Dow Jones Hits Record High Above 19,000

Advertisement

U.S. equities climbed again on Tuesday, pushing the major averages to new record highs as the market’s best run since 1999 — spurred by the surprise victory of president-elect Donald Trump — just keeps getting better.

Trading overall was light as the Thanksgiving holiday approaches and thoughts turn away from fiscal stimulus plans and rate hikes toward turkey dinner and post-election awkwardness with family.

In the end, the Dow Jones Industrial Average gained 0.4%, the S&P 500 gained 0.2%, the Nasdaq Composite gained 0.3% and the Russell 2000 gained 0.9%.

Treasury bonds were little changed, the dollar posted gains and gold finished little changed. Ongoing upward pressure on interest rates lifted the ProShares UltraShort Treasury Bond (NYSEARCA:TBT) to a gain of 27.3% since first recommended to Edge subscribers on Aug. 16.

Crude oil fell 0.4% amid a flurry of OPEC-related headlines. The latest is that a firm decision on a supply freeze deal sketched out at the Algiers meeting in September will be deferred until the high-level meeting on Nov. 30 due to continued opposition from Iran and Iraq. Iran continues to demand a return to pre-sanctions output levels while Iraq wants to keep pumping to fund its fight against ISIS.

Reuters reported that several countries had voiced reservations about a recommended 4% to 4.5% output cut for each country except Libya and Nigeria.

But the overall takeaway form this “technical” committee meeting was positive — despite the feeling this production deal first teased in February may never happen. The Iraqi delegate said they were “agreed and happy” with the outcome. The Libyan delegate said there was a consensus on the path forward.

Rotation into recent laggards continued, with rate-sensitive areas like telecoms and REITs leading the way with gains of more than 2% and 1.7% respectively. Retail stocks were on the move thanks to some post-earnings surges, with Burlington Stores Inc (NYSE:BURL) up 16% and Dollar Tree, Inc. (NASDAQ:DLTR) up 8.2% on better-than-expected results.

Healthcare stocks were the laggards ,down 1.4% as a group. Tenet Healthcare Corp (NYSE:THC) lost 5.1% on a downgrade from Mizuho. FireEye Inc (NASDAQ:FEYE) fell 5.5% on a downgrade from Goldman Sachs. And IT security play Palo Alto Networks Inc (NYSE:PANW) lost 13.2% on a top-line miss and weak guidance.

On the economic front, existing home sales rose 2% in October from September to a seasonally-adjusted annualized rate of 5.6 million. This was ahead of the 5.4 million expected to reach the best level since February 2007. The median price gained 6% from last year to $232,000 with first-time buyers accounting for 33% of total sales.

Stepping back, narrow breadth and the single-mindedness of the post-election move remain concerns. Bespoke Investment Group notes that the S&P 500, the Dow, and the Russell 2000 all ended Monday at least two standard deviations from their 50-day moving averages. The WSJ notes that investor bets on rising short-term U.S. interest rates reached their highest ever at $2.1 trillion.

And questions remain on the ability of the Trump Administration to push their fiscal stimulus plans through the budget hawks in Congress when the Committee for a Responsible Federal Budget estimates they could double the national debt and the Federal Reserve warns of hotter inflation and faster rate hikes.

Anthony Mirhaydari is founder of the Edge and Edge Pro investment advisory newsletters. A two-week and four-week free trial offer has been extended to InvestorPlace readers.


- WHAT THE EXERCISE ASKS: Word for word, copy the line containing "The image size is (1337, 734)." and each line after it in the records below, ending with the last line.

- DATA:
● ● ● ● ● ● ●
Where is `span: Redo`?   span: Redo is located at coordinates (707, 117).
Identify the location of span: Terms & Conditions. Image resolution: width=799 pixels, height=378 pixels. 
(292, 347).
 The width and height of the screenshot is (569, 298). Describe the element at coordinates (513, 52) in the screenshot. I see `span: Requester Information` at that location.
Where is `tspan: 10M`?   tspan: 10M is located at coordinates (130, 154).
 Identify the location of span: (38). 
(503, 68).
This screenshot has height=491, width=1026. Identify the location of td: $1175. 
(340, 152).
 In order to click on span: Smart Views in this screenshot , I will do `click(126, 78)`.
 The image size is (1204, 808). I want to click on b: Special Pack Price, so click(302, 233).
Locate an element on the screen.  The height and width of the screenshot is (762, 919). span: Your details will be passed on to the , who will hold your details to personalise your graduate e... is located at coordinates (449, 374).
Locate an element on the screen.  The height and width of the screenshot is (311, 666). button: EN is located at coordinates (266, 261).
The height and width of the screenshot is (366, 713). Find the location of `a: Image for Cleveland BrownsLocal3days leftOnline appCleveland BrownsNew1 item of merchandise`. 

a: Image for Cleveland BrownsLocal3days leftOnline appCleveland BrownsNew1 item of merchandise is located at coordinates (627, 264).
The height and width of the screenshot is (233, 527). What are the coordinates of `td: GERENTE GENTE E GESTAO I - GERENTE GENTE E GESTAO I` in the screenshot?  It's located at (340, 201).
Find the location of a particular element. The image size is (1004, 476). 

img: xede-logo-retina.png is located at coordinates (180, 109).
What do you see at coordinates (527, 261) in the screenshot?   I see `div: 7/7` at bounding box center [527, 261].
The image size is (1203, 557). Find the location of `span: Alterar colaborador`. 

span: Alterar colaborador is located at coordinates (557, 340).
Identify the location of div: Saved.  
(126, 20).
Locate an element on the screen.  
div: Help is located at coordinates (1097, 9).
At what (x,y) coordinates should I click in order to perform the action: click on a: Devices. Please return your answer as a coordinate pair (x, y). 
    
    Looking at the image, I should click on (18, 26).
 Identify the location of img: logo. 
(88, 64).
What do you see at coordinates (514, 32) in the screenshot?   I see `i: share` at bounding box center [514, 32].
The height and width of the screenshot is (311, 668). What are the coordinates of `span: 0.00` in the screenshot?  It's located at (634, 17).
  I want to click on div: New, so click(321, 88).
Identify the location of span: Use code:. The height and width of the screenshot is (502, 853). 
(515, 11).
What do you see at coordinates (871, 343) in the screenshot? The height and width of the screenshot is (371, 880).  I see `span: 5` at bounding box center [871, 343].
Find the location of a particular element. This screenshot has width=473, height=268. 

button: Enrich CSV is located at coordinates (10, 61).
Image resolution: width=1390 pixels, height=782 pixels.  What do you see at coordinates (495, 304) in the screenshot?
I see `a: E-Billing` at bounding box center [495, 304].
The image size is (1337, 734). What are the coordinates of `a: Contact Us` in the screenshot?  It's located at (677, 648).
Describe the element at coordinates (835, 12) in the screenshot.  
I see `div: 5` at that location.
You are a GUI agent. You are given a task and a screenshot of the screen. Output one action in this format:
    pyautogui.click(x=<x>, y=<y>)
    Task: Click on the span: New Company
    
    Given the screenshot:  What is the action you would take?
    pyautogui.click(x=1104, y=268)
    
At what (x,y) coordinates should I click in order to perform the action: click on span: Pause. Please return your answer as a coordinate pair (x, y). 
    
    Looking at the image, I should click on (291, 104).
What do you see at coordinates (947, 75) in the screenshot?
● ● ● ● ● ● ●
- RESPONSE TO THIS TASK:
The image size is (1337, 734). What are the coordinates of `a: Contact Us` in the screenshot?  It's located at (677, 648).
Describe the element at coordinates (835, 12) in the screenshot.  
I see `div: 5` at that location.
You are a GUI agent. You are given a task and a screenshot of the screen. Output one action in this format:
    pyautogui.click(x=<x>, y=<y>)
    Task: Click on the span: New Company
    
    Given the screenshot:  What is the action you would take?
    pyautogui.click(x=1104, y=268)
    
At what (x,y) coordinates should I click in order to perform the action: click on span: Pause. Please return your answer as a coordinate pair (x, y). 
    
    Looking at the image, I should click on (291, 104).
What do you see at coordinates (947, 75) in the screenshot?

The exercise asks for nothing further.